Rin makes an unapproving sound. “Is there nothing else?”
“The second one is called Sexy Beasts—”
“You’ve got to be fucking with me.”
“I fear I’m not,” Tsukishima replies quite miserably. “From what I can tell, they use prosthetics and makeup to turn each participant into a—a beast of some kind. The idea is that you can’t tell what the person looks like, but you can interact with them like you normally would. The timeline is shorter, and you’re only trying to get a second date, but—”
“No. What else is there?”
“Those two are the only shows that are taking applications that’ll match your timeline.”
Rin pinches the bridge of his nose. He takes one breath, then two. “Just… fill out my application, will you?”
Tsukishima makes a pained noise. “Sexy Beasts? You actually want to do it?”
“Fuck no, the—the Love is Invisible one or whatever you said. Just fill it out.”
“Oh, Love is Blind?” Tsukishima still sounds appalled. “I didn’t expect you—Itoshi-sama, there’s one other thing I really should tell you about, then, before I do. There’s something… special about this season that you may want to consider.”
Rin grits his teeth. “Tell me.”
“It’s… all of the participants this season are men. It’s… it’s their inaugural queer season. If you do this, then…”
Rin lets out the longest sigh of his life. Because of fucking course it is. That’s not—that’s not something he’d ever wanted the world to know about himself, but he no longer has a soccer career to give a fuck about. If anything, it’s a very strange coincidence, and makes little to no difference. Man or woman, Rin’s only had one time in his life that was ever anything close to a relationship, and he’d shut that down for his future soccer career.

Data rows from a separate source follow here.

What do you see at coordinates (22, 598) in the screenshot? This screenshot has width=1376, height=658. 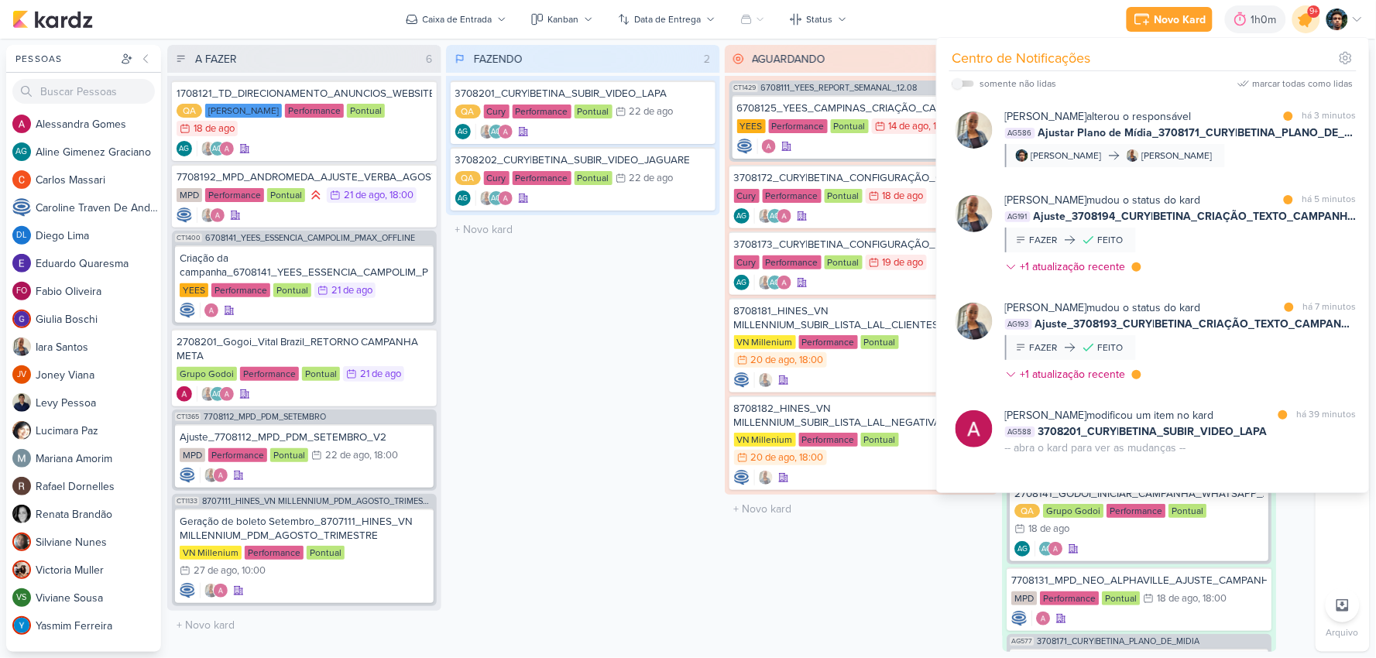 I see `div: Viviane Sousa` at bounding box center [22, 598].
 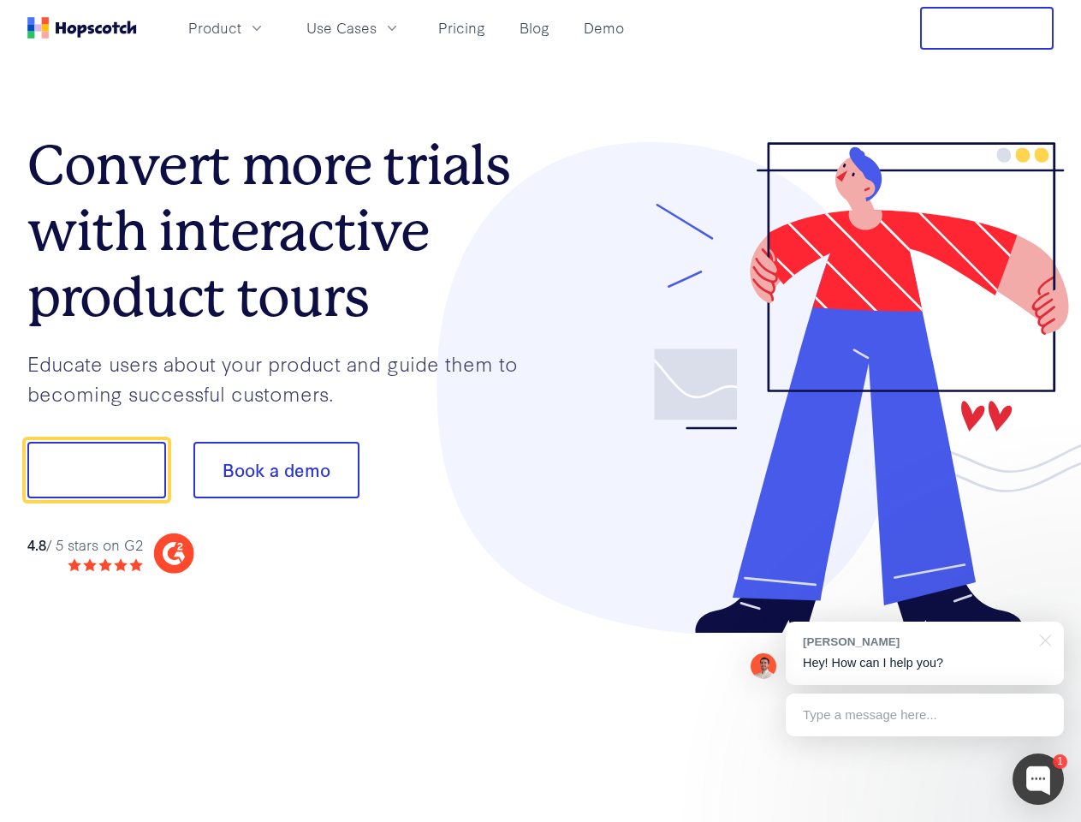 What do you see at coordinates (284, 377) in the screenshot?
I see `p: Educate users about your product and guide them to becoming successful customers.` at bounding box center [284, 377].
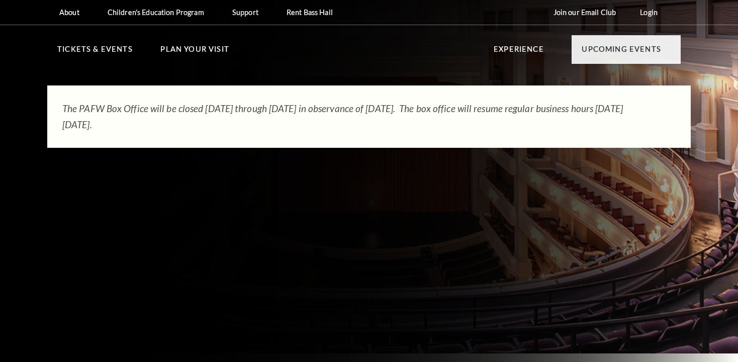  I want to click on p: Plan Your Visit, so click(195, 52).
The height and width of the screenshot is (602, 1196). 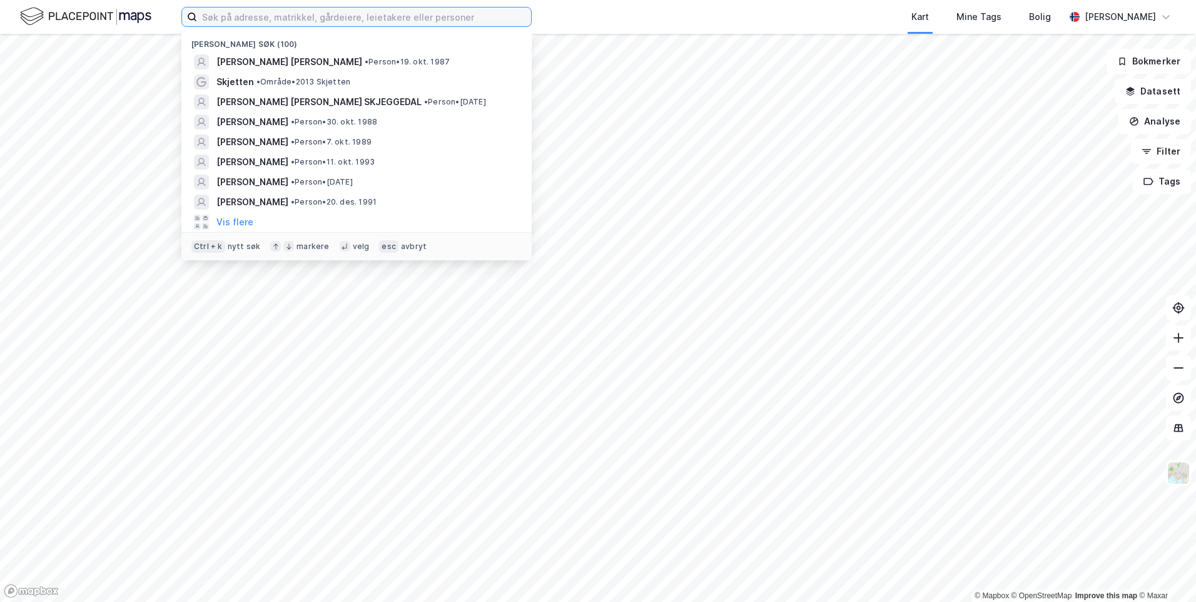 What do you see at coordinates (361, 246) in the screenshot?
I see `div: velg` at bounding box center [361, 246].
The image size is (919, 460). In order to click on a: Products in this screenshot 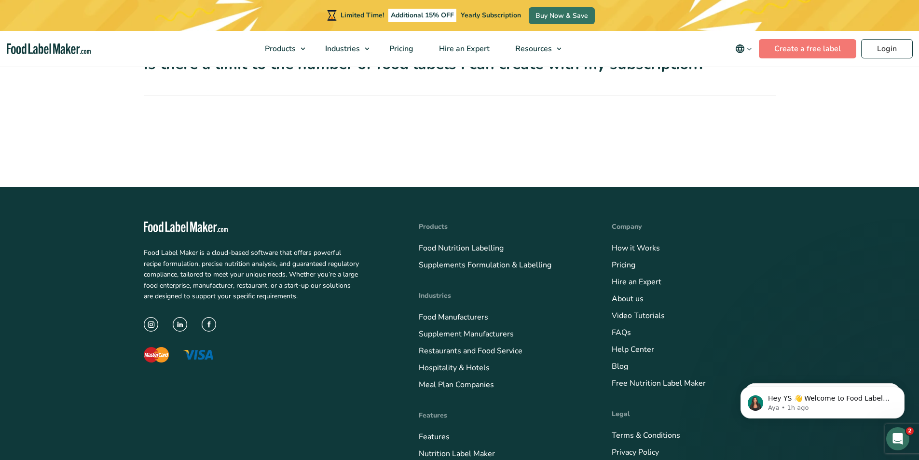, I will do `click(281, 49)`.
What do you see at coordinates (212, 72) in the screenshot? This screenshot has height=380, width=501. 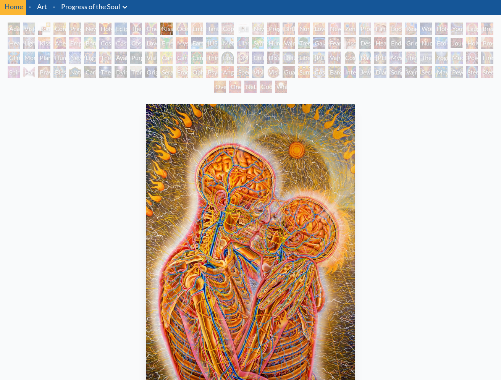 I see `div: Psychomicrograph of a Fractal Paisley Cherub Feather Tip` at bounding box center [212, 72].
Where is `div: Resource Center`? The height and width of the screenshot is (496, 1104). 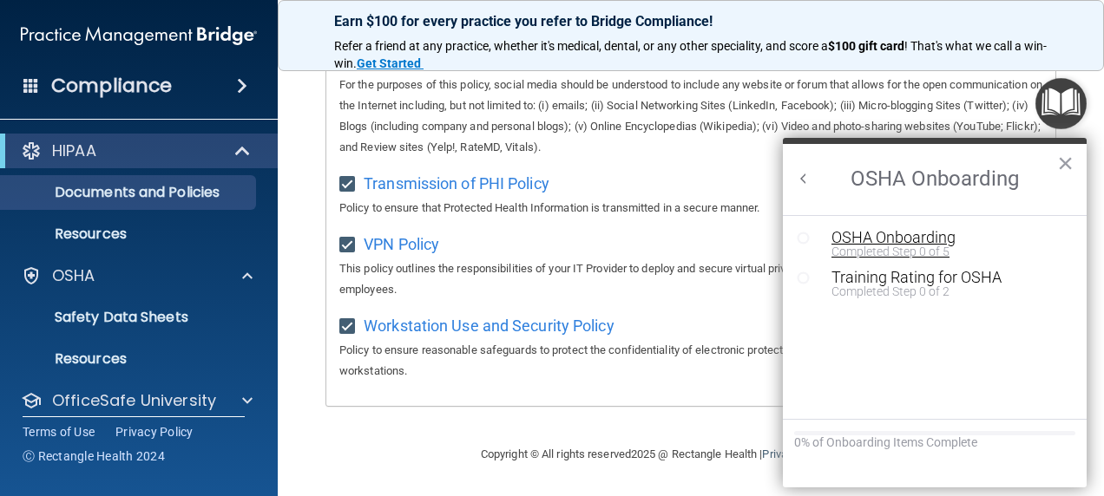 div: Resource Center is located at coordinates (934, 312).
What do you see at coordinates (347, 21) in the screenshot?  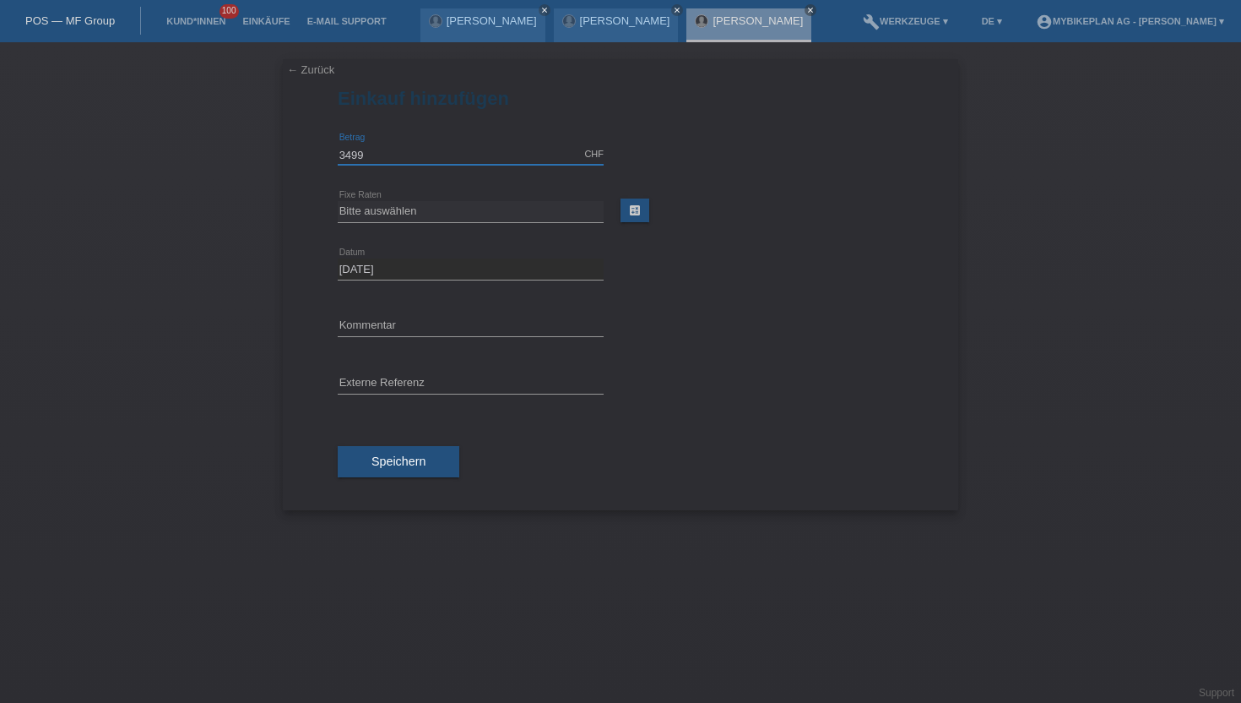 I see `a: E-Mail Support` at bounding box center [347, 21].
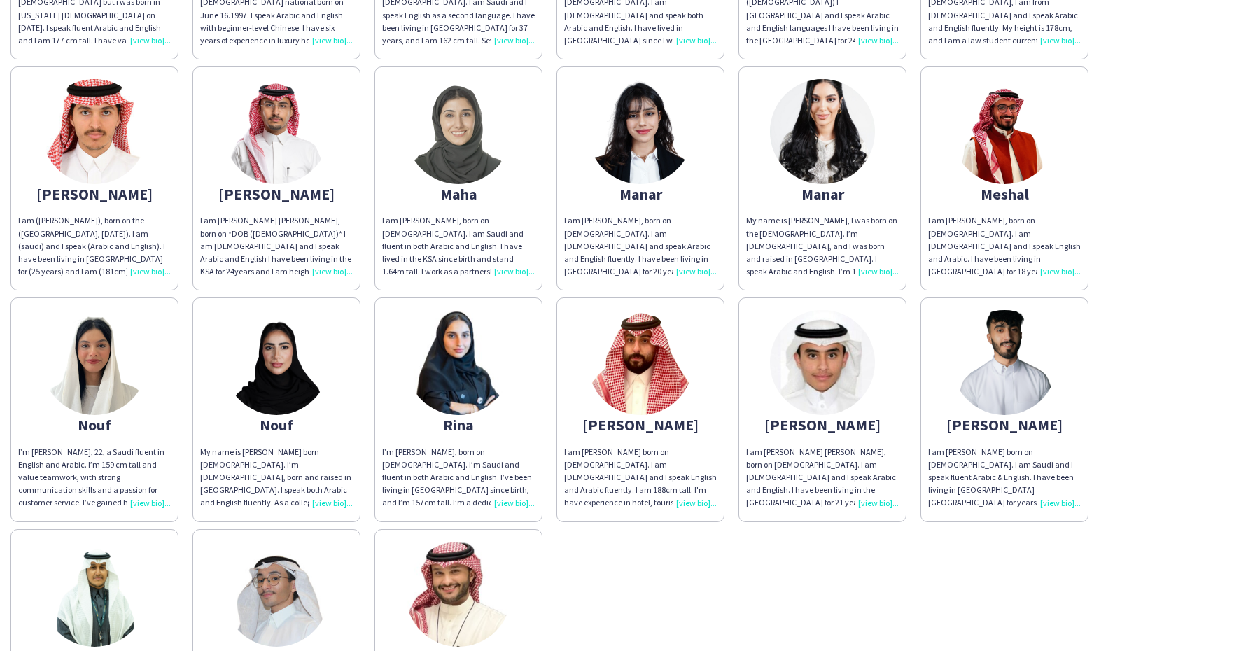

“Just do it,” Rin gets out before he can change his mind. “Send in the application, see if you can get in touch with the producers. I’ll watch the show tonight to get an idea of what I’m in for.”
Tsukishima, thankfully, doesn’t push back this time—just gives a half-hearted grunt. Rin doesn’t know if that’s out of shock or resigned acceptance, but he’s thankful for it all the same as he hangs up the phone, tossing it as far away from him as possible, like he can distance himself from what he’s just committed to. He sucks air in through his teeth and rubs his face with his hands.
It’s in motion. It's all in motion, and that’s what matters.